Enterprise Environmental Factors and Organisational Process Assets
It’s time to look at the environment in which projects operate.
The environment can really change the way you need to manage a project, and this is why it is included in the PMBOK Guide. The way it is outlined is through two things: Enterprise Environmental Factors (EEFs) or the overall environmental factors involved, and Organizational Process Assets which will help us to operate within the project environment that we’re delivering in.
These are the two main things that you’ll see come up time and time again in each of the project management processes as we go through the PMBOK guide.
Organizational process assets or OPAs could be processes, procedures, policies or a corporate knowledge base. Enterprise environmental factors or EEFs are enterprise conditions, and they’re usually not under the control of the project team (which can make things a little bit difficult) but they still influence, constrain or direct the project.
Let’s have a look at what some of the Internal EEFs are. We’ve got organizational culture, any structure and governance that’s in place, we’ve got the geographic distribution of facilities and resources (are they all in the one place or across multiple states or countries?). We’ve got the actual physical infrastructure, and sometimes the I.T. infrastructure involved. We’ve got the information technology software that we’re using, the resource availability (how available are the resources that we’re needing to help deliver these projects), and of course the capability of all these people (have they delivered projects before? Are they familiar with the process?)
Many different things will influence the internal EEFs. To complicate things there are external EEFs as well.
We’ve got government or industry standards, we’ve got social and cultural influences, marketplace conditions, legal restrictions, cost constraints and financial considerations (do we actually have the money to to do what we need to do?) and physical environmental elements (are we in the right place physically to be able to do these things?). These are just a few examples of enterprise environmental factors or EEFs that will influence and change how you need to deliver your project.
But that’s not the only thing we have to consider. The other side of the coin is our OPAs, our Organizational Process Assets. These are the plans, the processes, policies, procedures, all of these documents and knowledge bases, things that are used by the performing organization that you’re working with and usually delivering into. OPAs will influence the management of the project because we’ll have things like specific organizational standards. You might have certain product or project life cycles that are already used in that organization (such as Agile or Waterfall). You might have pre-approved supplier lists lists or contractual agreements already in place that you need to abide by.
There are knowledge repositories as well – so you might have configuration management knowledge repositories, containing versions of things, of your baselines for your scope or maybe of the cost of the project. Historical information, lessons learned, data repositories for measuring your benefits, project files from previous projects. All of these things will impact your OPAs and your project.
As a project manager you will need to find all this out when you’re delivering a project, so you can make sure that you work within these Organizational Process Assets and ways of working that are already in place.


Your objective> Look through the records, and wherever the string "flow" turns up, copy out that line.

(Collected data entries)
---

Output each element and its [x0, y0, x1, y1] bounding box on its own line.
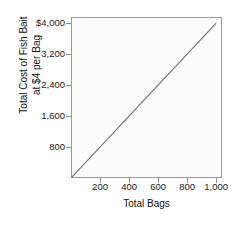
x-tick-label: 200 [92, 181, 108, 193]
x-tick-label: 800 [179, 181, 195, 193]
x-tick-label: 600 [150, 181, 166, 193]
chart-figure: 8001,6002,4003,200$4,000 2004006008001,0… [0, 0, 236, 232]
x-axis-title: Total Bags [71, 198, 222, 209]
y-tick-mark [66, 54, 72, 55]
x-axis-tick-labels: 2004006008001,000 [71, 181, 222, 197]
y-axis-title: Total Cost of Fish Bait at $4 per Bag [15, 0, 45, 140]
y-tick-mark [66, 85, 72, 86]
y-tick-mark [66, 23, 72, 24]
y-tick-mark [66, 116, 72, 117]
x-tick-label: 1,000 [204, 181, 228, 193]
y-tick-label: 800 [0, 142, 65, 152]
cost-line-series [71, 23, 216, 178]
y-tick-mark [66, 147, 72, 148]
y-axis-title-line-1: Total Cost of Fish Bait [17, 16, 30, 113]
y-axis-title-line-2: at $4 per Bag [30, 35, 43, 95]
x-tick-label: 400 [121, 181, 137, 193]
plot-data-layer [71, 17, 222, 178]
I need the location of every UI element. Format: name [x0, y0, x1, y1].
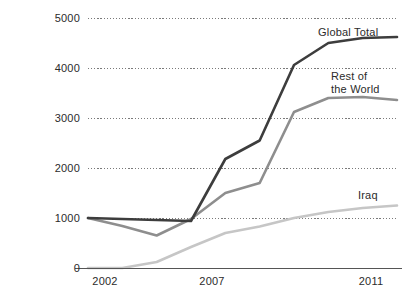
y-tick-label-0: 0 [28, 262, 80, 274]
y-tick-label-2000: 2000 [28, 162, 80, 174]
series-label-iraq: Iraq [358, 189, 378, 202]
line-chart: 5000 4000 3000 2000 1000 0 2002 2007 201… [0, 0, 405, 299]
series-line-global-total [88, 37, 397, 221]
chart-canvas [0, 0, 405, 299]
series-line-iraq [88, 206, 397, 269]
series-line-rest-of-the-world [88, 97, 397, 236]
series-label-global-total: Global Total [318, 26, 378, 39]
series-label-rest-of-world: Rest of the World [331, 70, 380, 96]
series-label-rest-of-world-line1: Rest of [331, 70, 367, 82]
y-tick-label-5000: 5000 [28, 12, 80, 24]
y-tick-label-3000: 3000 [28, 112, 80, 124]
y-tick-label-1000: 1000 [28, 212, 80, 224]
series-label-rest-of-world-line2: the World [331, 83, 380, 95]
x-tick-label-2002: 2002 [80, 275, 130, 287]
x-tick-label-2007: 2007 [187, 275, 237, 287]
x-tick-label-2011: 2011 [346, 275, 396, 287]
y-tick-label-4000: 4000 [28, 62, 80, 74]
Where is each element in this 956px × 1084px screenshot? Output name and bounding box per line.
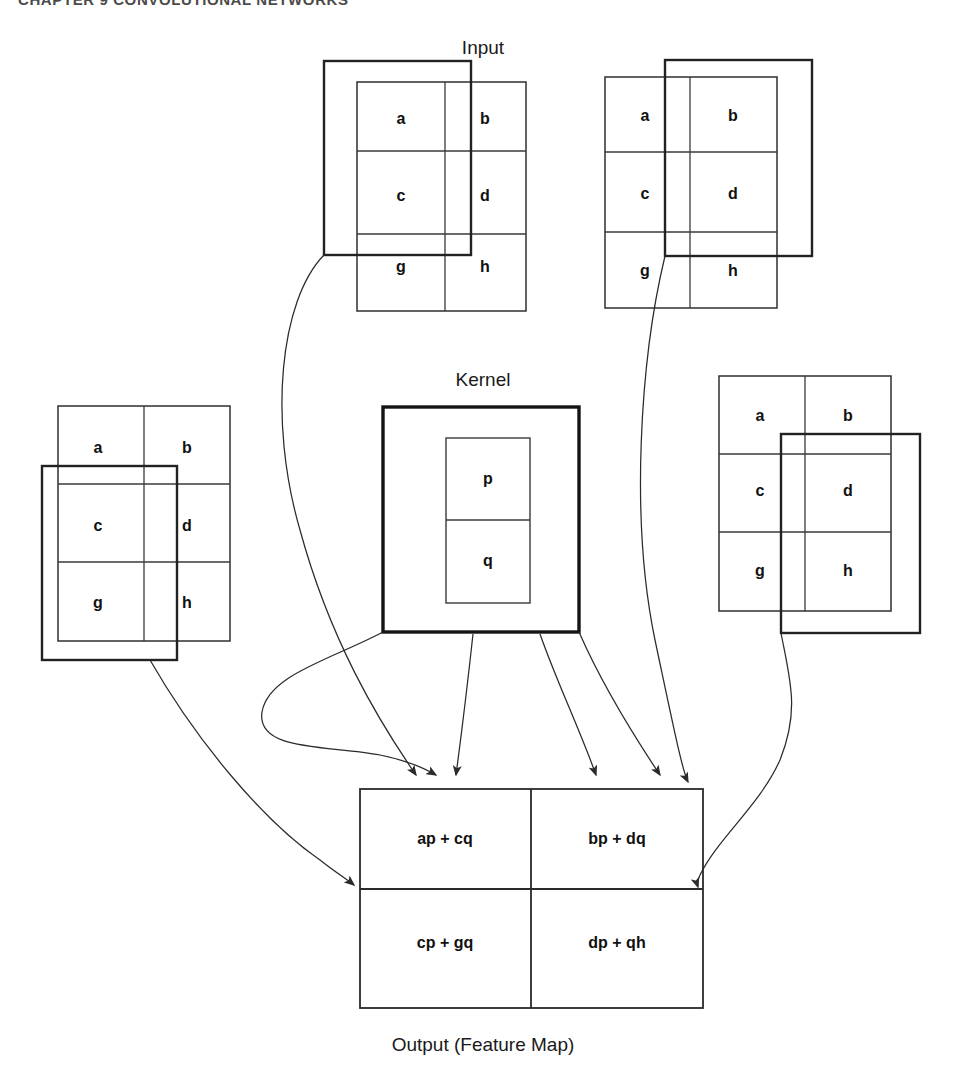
cell-b: b <box>728 107 738 124</box>
cell-b: b <box>182 439 192 456</box>
output-title: Output (Feature Map) <box>392 1034 575 1055</box>
cell-d: d <box>843 482 853 499</box>
kernel-window-highlight <box>665 60 812 256</box>
flow-kernel-down-r0c1 <box>540 634 596 775</box>
output-feature-map: ap + cq bp + dq cp + gq dp + qh <box>360 789 703 1008</box>
kernel-window-highlight <box>42 466 177 660</box>
cell-g: g <box>755 562 765 579</box>
output-cell-r0c0: ap + cq <box>417 830 473 847</box>
input-grid-top-right: a b c d g h <box>605 60 812 308</box>
cell-h: h <box>843 562 853 579</box>
kernel-window-highlight <box>324 61 471 255</box>
cell-c: c <box>756 482 765 499</box>
cell-d: d <box>728 185 738 202</box>
output-cell-r1c0: cp + gq <box>417 934 473 951</box>
kernel-cell-q: q <box>483 552 493 569</box>
output-cell-r1c1: dp + qh <box>588 934 645 951</box>
convolution-diagram: Input a b c d g h a b c d g h a b c d <box>0 0 956 1084</box>
flow-input3-to-output <box>150 660 354 885</box>
flow-kernel-to-output-r0c0 <box>262 632 436 775</box>
input-title: Input <box>462 37 505 58</box>
kernel-cell-p: p <box>483 470 493 487</box>
cell-a: a <box>94 439 103 456</box>
cell-c: c <box>641 185 650 202</box>
input-grid-bottom-right: a b c d g h <box>719 376 920 633</box>
cell-b: b <box>480 110 490 127</box>
kernel-title: Kernel <box>456 369 511 390</box>
grid-outline <box>357 82 526 311</box>
input-grid-top-left: a b c d g h <box>324 61 526 311</box>
kernel-window-highlight <box>781 434 920 633</box>
cell-h: h <box>480 258 490 275</box>
flow-input2-to-output <box>641 256 688 782</box>
cell-a: a <box>397 110 406 127</box>
flow-input1-to-output <box>282 255 416 775</box>
flow-kernel-down-r0c1-b <box>579 632 660 775</box>
output-cell-r0c1: bp + dq <box>588 830 645 847</box>
cell-a: a <box>641 107 650 124</box>
cell-h: h <box>182 594 192 611</box>
cell-d: d <box>480 187 490 204</box>
flow-kernel-down-r0c0 <box>456 634 473 775</box>
cell-c: c <box>397 187 406 204</box>
cell-b: b <box>843 407 853 424</box>
cell-c: c <box>94 517 103 534</box>
grid-outline <box>605 77 777 308</box>
cell-g: g <box>93 594 103 611</box>
input-grid-bottom-left: a b c d g h <box>42 406 230 660</box>
kernel-block: p q <box>383 407 579 632</box>
cell-h: h <box>728 262 738 279</box>
cell-d: d <box>182 517 192 534</box>
cell-g: g <box>396 258 406 275</box>
flow-input4-to-output <box>697 633 791 887</box>
cell-g: g <box>640 262 650 279</box>
cell-a: a <box>756 407 765 424</box>
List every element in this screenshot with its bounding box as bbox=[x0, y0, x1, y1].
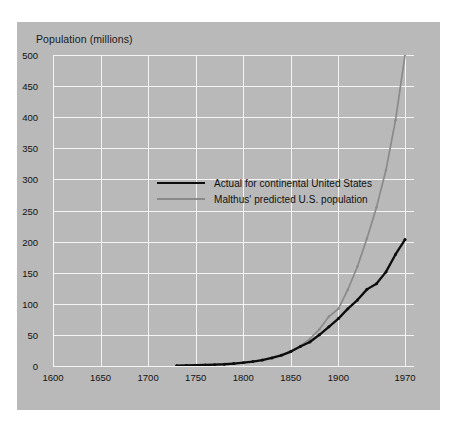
data-point-marker bbox=[309, 338, 311, 340]
y-axis-tick-label: 0 bbox=[33, 361, 38, 372]
data-point-marker bbox=[337, 308, 339, 310]
data-point-marker bbox=[375, 206, 377, 208]
data-point-marker bbox=[356, 265, 358, 267]
data-point-marker bbox=[384, 270, 387, 273]
gridline-horizontal bbox=[53, 366, 414, 367]
data-point-marker bbox=[347, 288, 349, 290]
data-point-marker bbox=[242, 361, 245, 364]
x-axis-tick-label: 1900 bbox=[328, 372, 349, 383]
y-axis-tick-label: 200 bbox=[22, 236, 38, 247]
x-axis-tick-label: 1850 bbox=[280, 372, 301, 383]
data-point-marker bbox=[346, 307, 349, 310]
legend-label-actual: Actual for continental United States bbox=[214, 178, 372, 189]
data-point-marker bbox=[175, 364, 178, 366]
series-line bbox=[177, 240, 405, 366]
y-axis-tick-label: 350 bbox=[22, 143, 38, 154]
y-axis-tick-label: 250 bbox=[22, 205, 38, 216]
plot-area: Actual for continental United States Mal… bbox=[53, 55, 414, 366]
y-axis-tick-label: 400 bbox=[22, 112, 38, 123]
chart-figure: Population (millions) Actual for contine… bbox=[0, 0, 457, 431]
data-point-marker bbox=[404, 238, 407, 241]
series-line bbox=[177, 55, 405, 366]
data-point-marker bbox=[299, 345, 302, 348]
data-point-marker bbox=[375, 282, 378, 285]
y-axis-tick-label: 50 bbox=[27, 329, 38, 340]
x-axis-tick-label: 1970 bbox=[394, 372, 415, 383]
x-axis-tick-label: 1600 bbox=[42, 372, 63, 383]
y-axis-tick-label: 450 bbox=[22, 81, 38, 92]
data-point-marker bbox=[318, 333, 321, 336]
data-point-marker bbox=[280, 354, 283, 357]
chart-legend: Actual for continental United States Mal… bbox=[157, 175, 372, 207]
data-point-marker bbox=[365, 288, 368, 291]
y-axis-tick-label: 300 bbox=[22, 174, 38, 185]
legend-item-malthus: Malthus' predicted U.S. population bbox=[157, 191, 372, 207]
data-point-marker bbox=[327, 325, 330, 328]
data-point-marker bbox=[232, 362, 235, 365]
y-axis-tick-label: 150 bbox=[22, 267, 38, 278]
data-point-marker bbox=[308, 340, 311, 343]
data-point-marker bbox=[261, 359, 264, 362]
data-point-marker bbox=[223, 363, 226, 366]
legend-swatch-malthus bbox=[157, 198, 205, 200]
legend-item-actual: Actual for continental United States bbox=[157, 175, 372, 191]
data-point-marker bbox=[385, 169, 387, 171]
data-point-marker bbox=[185, 364, 188, 366]
y-axis-title: Population (millions) bbox=[36, 33, 133, 45]
x-axis-tick-label: 1700 bbox=[138, 372, 159, 383]
x-axis-tick-label: 1650 bbox=[90, 372, 111, 383]
y-axis-tick-label: 500 bbox=[22, 50, 38, 61]
y-axis-tick-label: 100 bbox=[22, 298, 38, 309]
x-axis-tick-label: 1800 bbox=[233, 372, 254, 383]
legend-label-malthus: Malthus' predicted U.S. population bbox=[214, 194, 368, 205]
data-point-marker bbox=[366, 237, 368, 239]
data-point-marker bbox=[356, 299, 359, 302]
data-point-marker bbox=[251, 360, 254, 363]
data-point-marker bbox=[328, 315, 330, 317]
data-point-marker bbox=[289, 350, 292, 353]
data-point-marker bbox=[394, 119, 396, 121]
data-point-marker bbox=[318, 328, 320, 330]
data-point-marker bbox=[394, 253, 397, 256]
series-layer bbox=[53, 55, 414, 366]
data-point-marker bbox=[270, 356, 273, 359]
legend-swatch-actual bbox=[157, 182, 205, 184]
data-point-marker bbox=[337, 317, 340, 320]
x-axis-tick-label: 1750 bbox=[185, 372, 206, 383]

---

Response to the task>
flow-kernel-down-r0c1 <box>540 634 596 775</box>
flow-input3-to-output <box>150 660 354 885</box>
flow-kernel-to-output-r0c0 <box>262 632 436 775</box>
flow-input2-to-output <box>641 256 688 782</box>
flow-input1-to-output <box>282 255 416 775</box>
flow-kernel-down-r0c1-b <box>579 632 660 775</box>
flow-kernel-down-r0c0 <box>456 634 473 775</box>
flow-input4-to-output <box>697 633 791 887</box>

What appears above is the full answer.